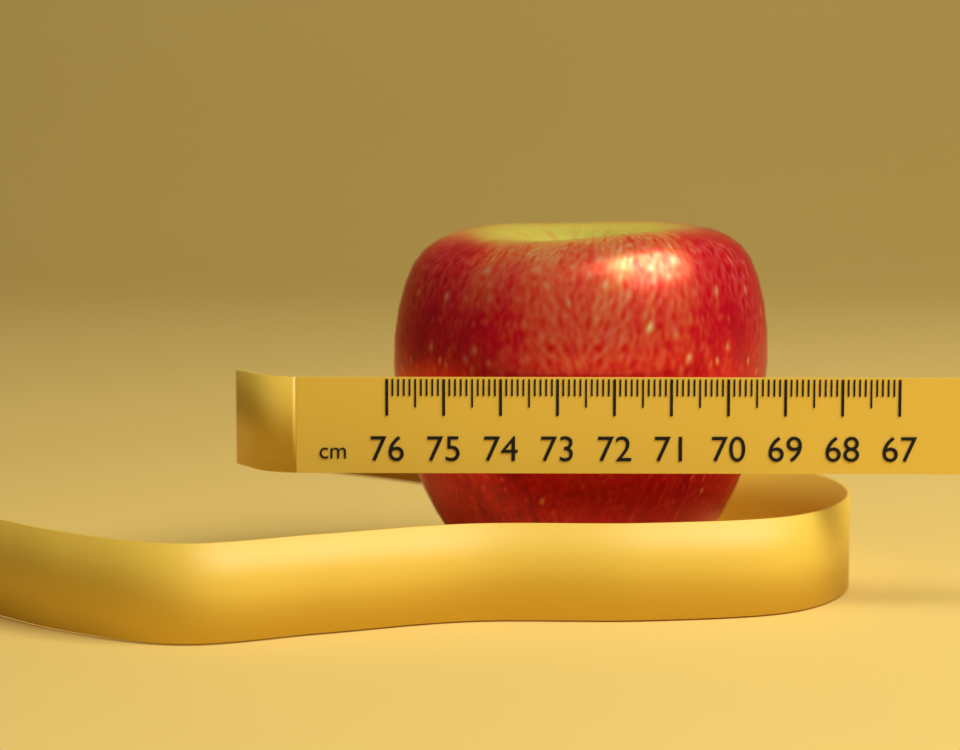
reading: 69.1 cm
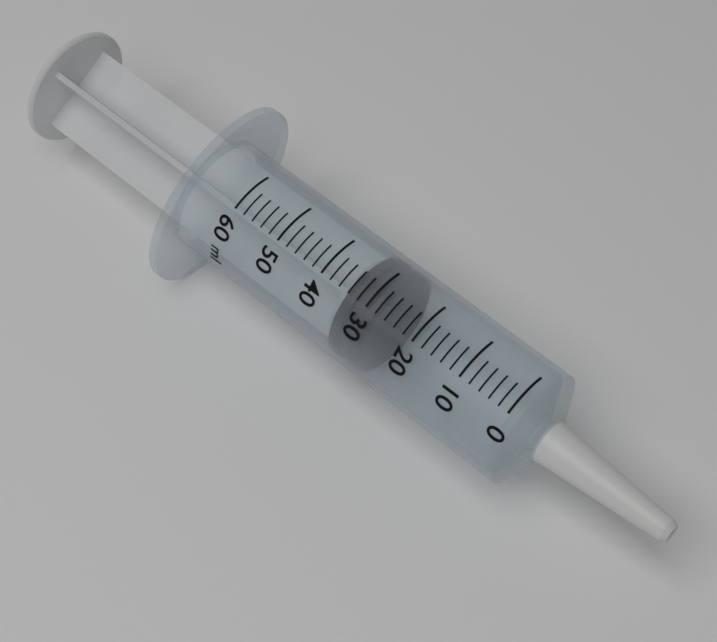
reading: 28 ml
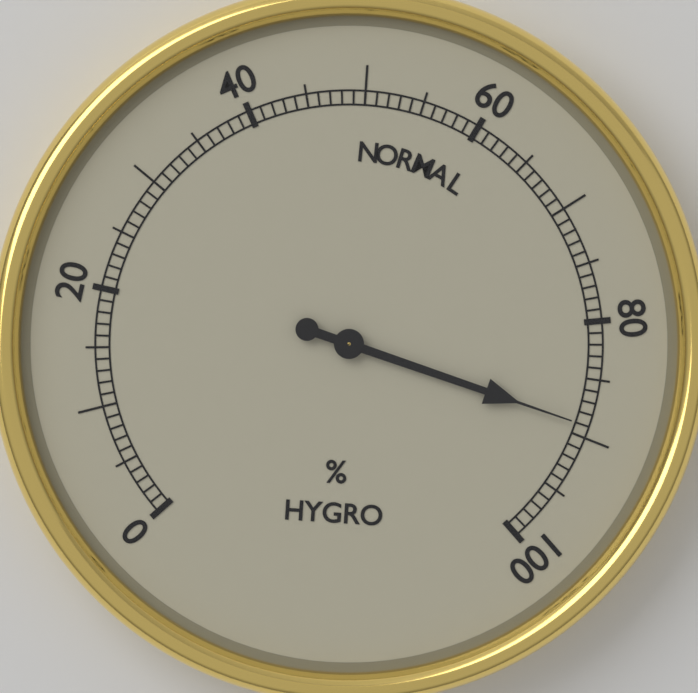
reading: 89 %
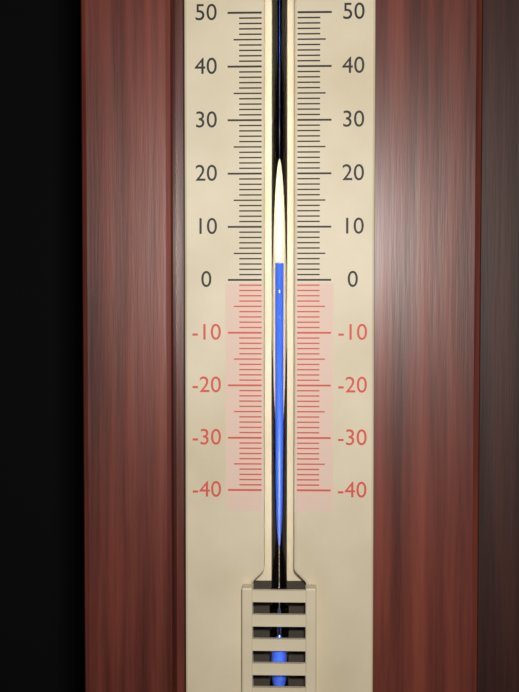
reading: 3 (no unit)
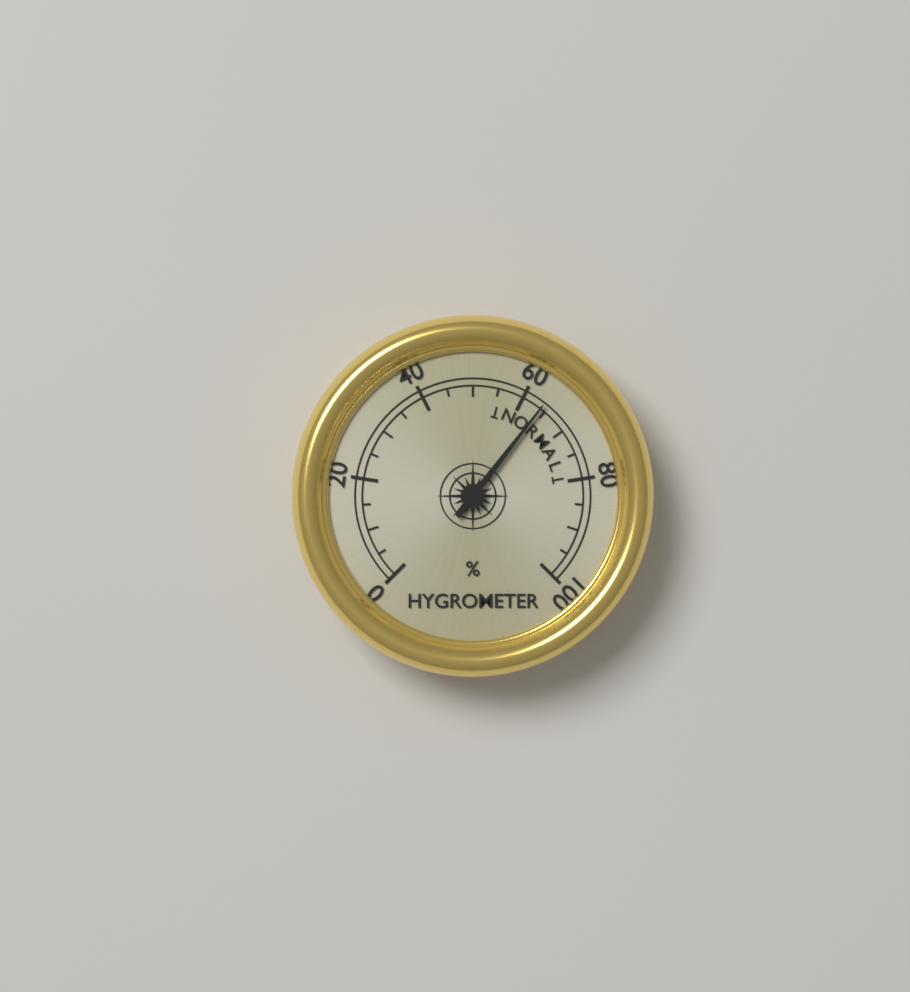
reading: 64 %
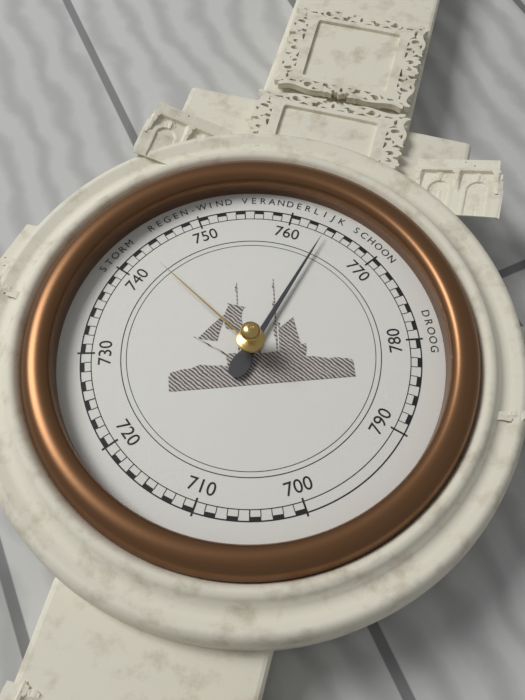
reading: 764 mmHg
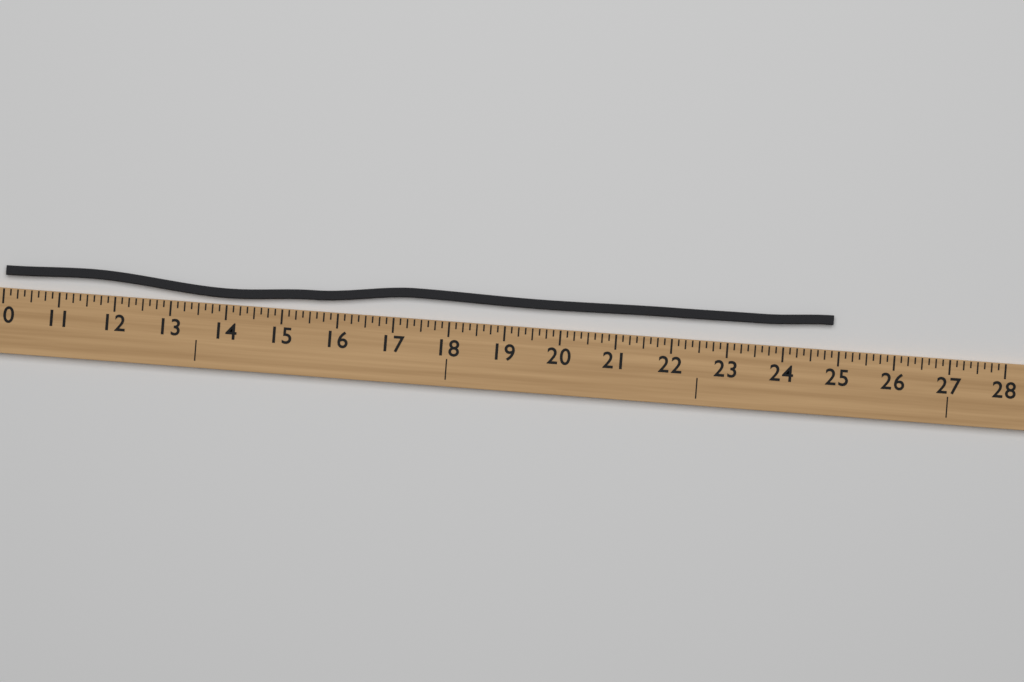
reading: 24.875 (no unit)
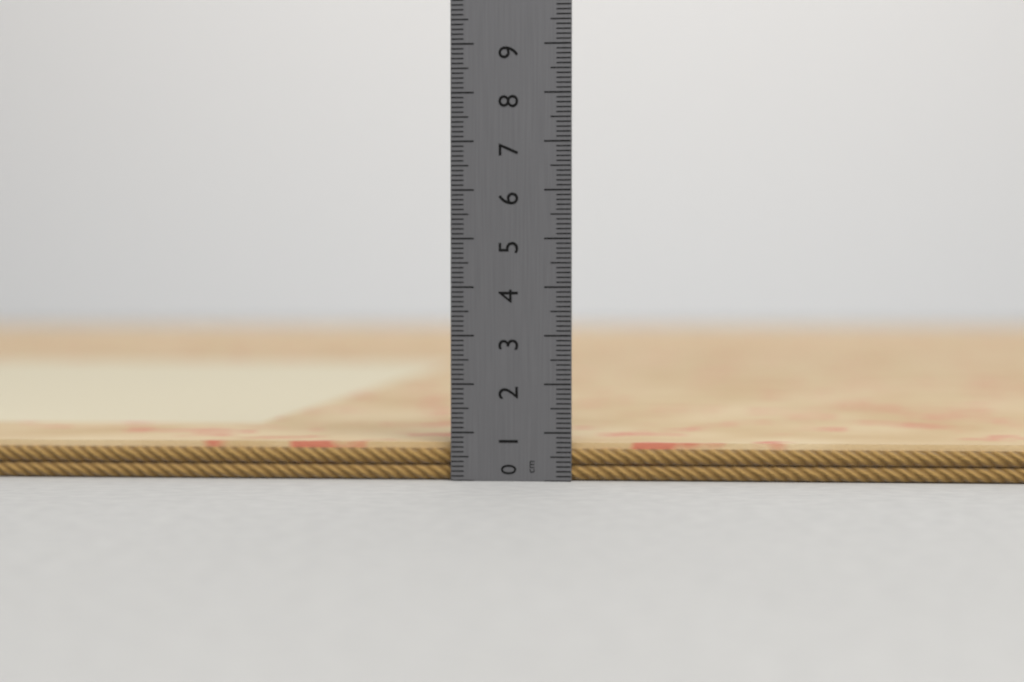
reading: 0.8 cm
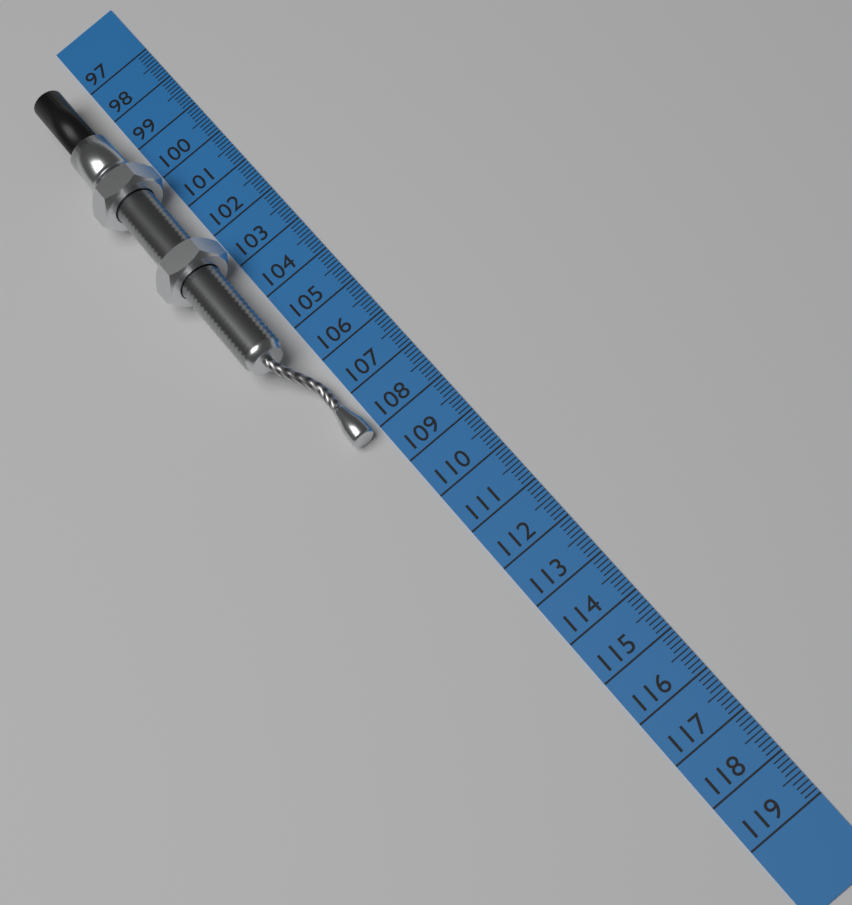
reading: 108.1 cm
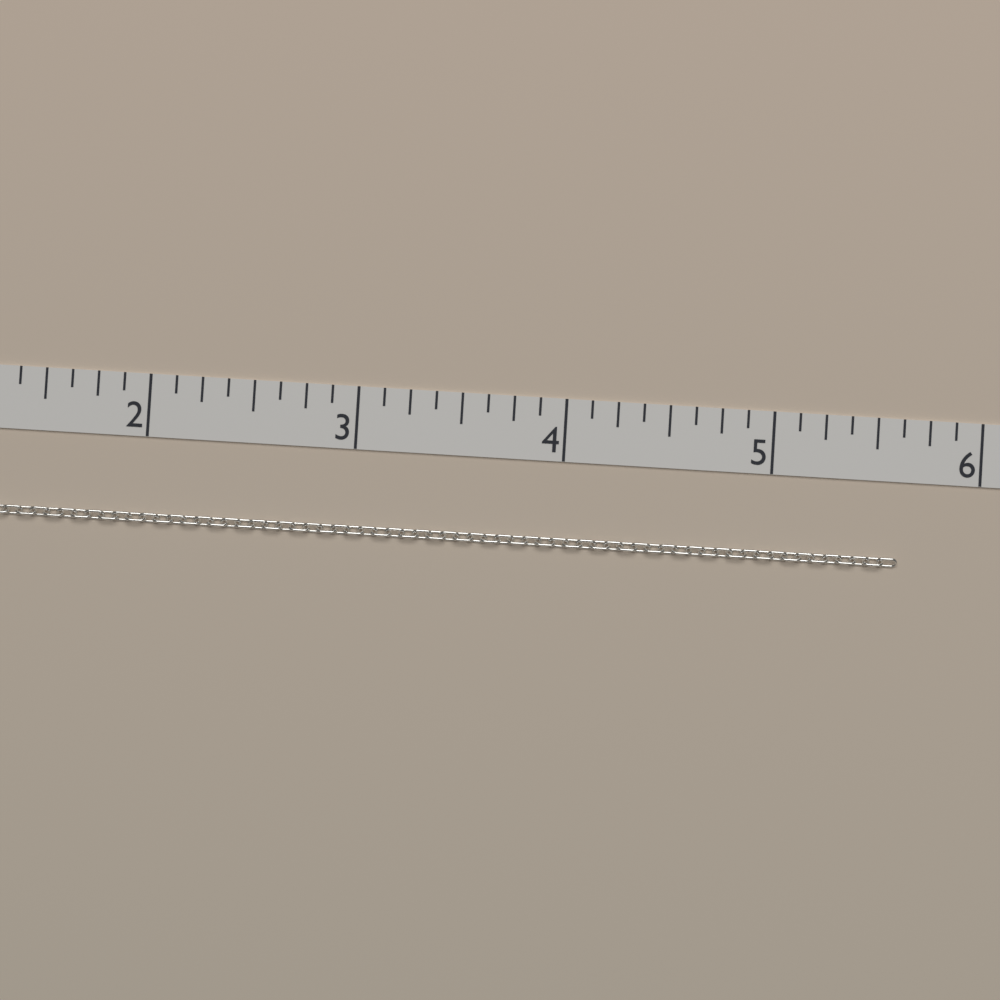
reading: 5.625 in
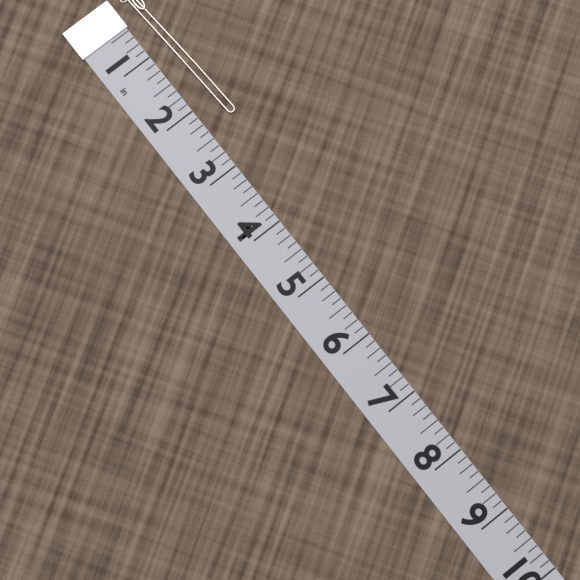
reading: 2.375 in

++++++

_Exercise requirements_
Pictures stay out of the copy. Reproduce exactly the lines from the one containing "reading: 3 (no unit)" through the last line of the records above, both included.

_Your solution_
reading: 3 (no unit)
reading: 64 %
reading: 764 mmHg
reading: 24.875 (no unit)
reading: 0.8 cm
reading: 108.1 cm
reading: 5.625 in
reading: 2.375 in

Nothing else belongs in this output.